Can difficult emotions be dispelled by welcoming them?

Can difficult emotions be dispelled by welcoming them?

Hello Rupert,

I’m writing to ask you about allowing difficult emotions to arise and unfold as they will. The investigation into direct experience has always been a simple logical process for me, with a few stumbling blocks dissolved quietly in time. On the other hand, the allowing of difficult emotions to unfold has been a bit tumultuous. I often find myself applying techniques of ‘welcoming’ to get rid of them, which of course is no welcoming at all. Eventually an allowing takes place beyond any volition I can claim to control, and there is space and a measure of peace. It does not last, and I am left with what feels like a cycle.

Why I continue to identify with this cycle without any evidence to support that identification is a mystery to me. Somehow this sense of raw misery that kind of lives in the body and mind feels like some sort of evidence of separation. But if I look at it closely it has no validity. Sometimes this deep looking is enough to dispell it. Sometimes it only seems to exacerbate the discomfort.

It feels like I will never know peace as long as this raw misery remains. And then it also feels as though I will never know peace as long there is a wish for it not to remain. I am dumbstruck. The precision, grace and delight of the investigation gives way sometimes to an utter despair. Even the psychological disfunction that occasionally accompanies this despair appears to be nothing more than a decoy, or this raw misery in disguise. Do you have a comment about finally resting in lasting happiness? Any guidance or thoughts you may have are most welcome and honored.

Brian

 

Dear Brian,

Thank you for your email. As you have already seen, welcoming with a view to getting rid of whatever is being welcomed is not really welcoming.
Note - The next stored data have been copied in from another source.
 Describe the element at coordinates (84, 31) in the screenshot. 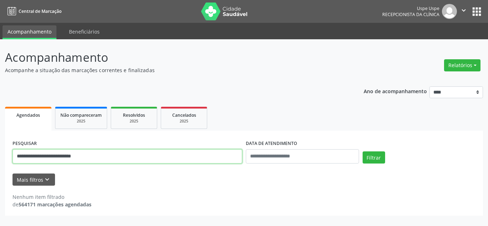

I see `a: Beneficiários` at that location.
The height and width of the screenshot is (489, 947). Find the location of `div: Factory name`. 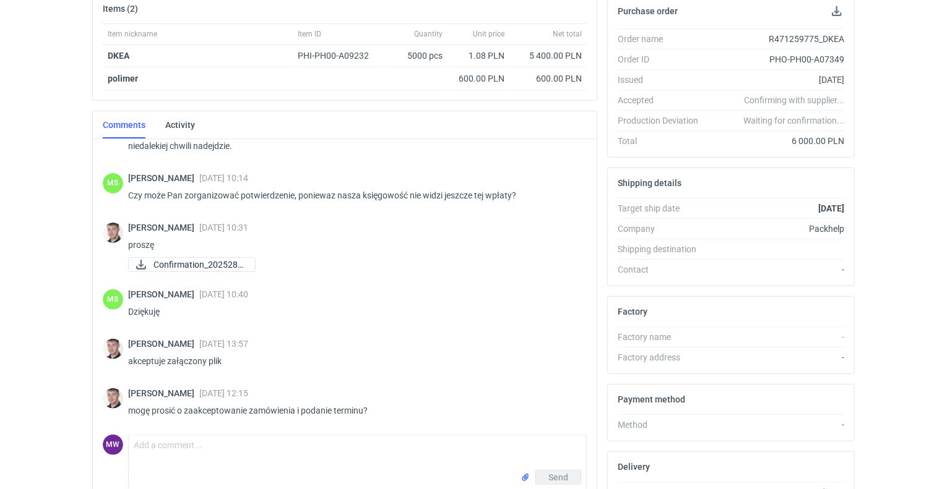

div: Factory name is located at coordinates (663, 337).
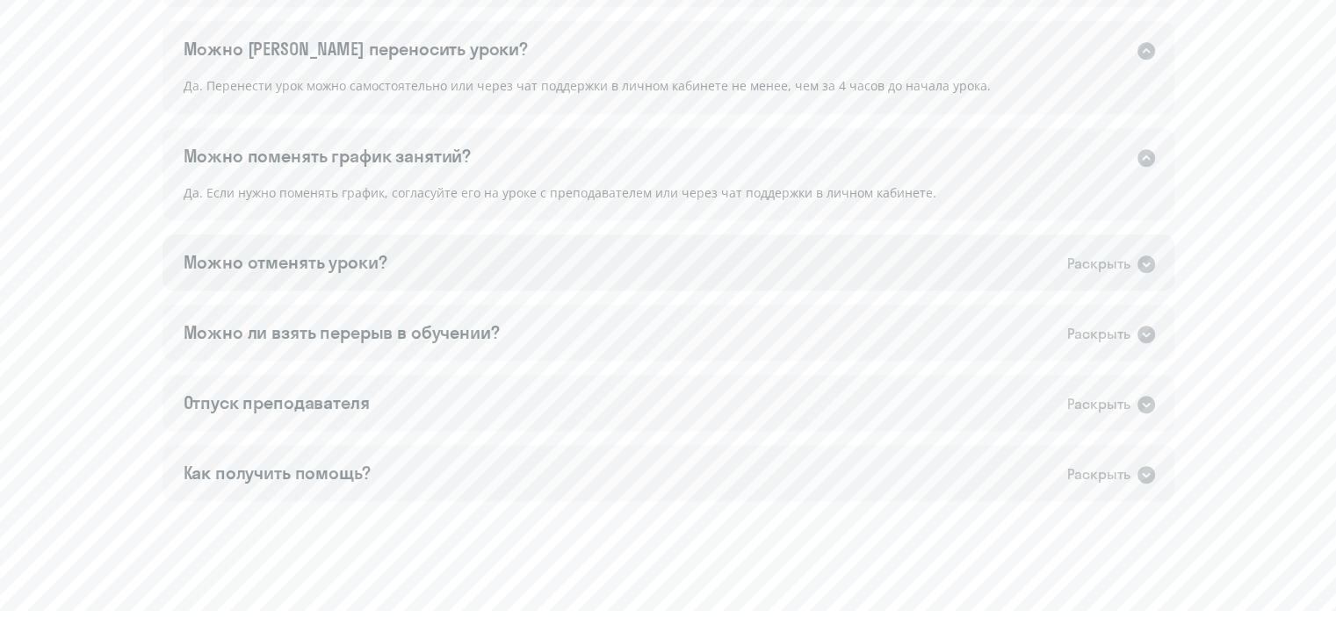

The same is true of ‘looking deeply’.

The point of welcoming or looking deeply is not to dispel suffering. It is to see clearly that the one who suffers is utterly non-existent. When this is clearly seen, what remains of the suffering which revolved around and depended upon that non-existent one?

How can something that is non-existent be dispelled? If there is any sense that there is something to be dispelled, the clear seeing is not clear enough.

Look again and see clearly that the separate, suffering ‘I’ can never be found. Likewise, see with absolute clarity that that in which all appearances of the mind and body arise – that is, awareness – is always and already inherently free of suffering. Be that one knowingly. Take your stand as that.

Do not get involved with apparent suffering or the relief of it in any way. Just give your attention to something else. Give your attention to awareness. Abide as that. Apparent suffering thrives on the attention we give it, with the desire to get rid of it. The desire to get rid of it is just the resistance to our resistance. It is more of the same.

There is no question of resting in happiness. There is no separate ‘I’ to rest in happiness. Happiness is another name for awareness. It is what you are. It is not a feeling of any kind. Likewise, do not look for lasting happiness. Happiness does not last in time. Happiness is timeless.

Take this investigation deeply into the body. Once it has been seen that the separate entity is a fiction, a belief, only these raw, mildly uncomfortable sensations are left. And they are appearing in and ultimately made out of this ever-present awareness which is freedom and happiness itself. Be that knowingly and allow all this discomfort to flow through you.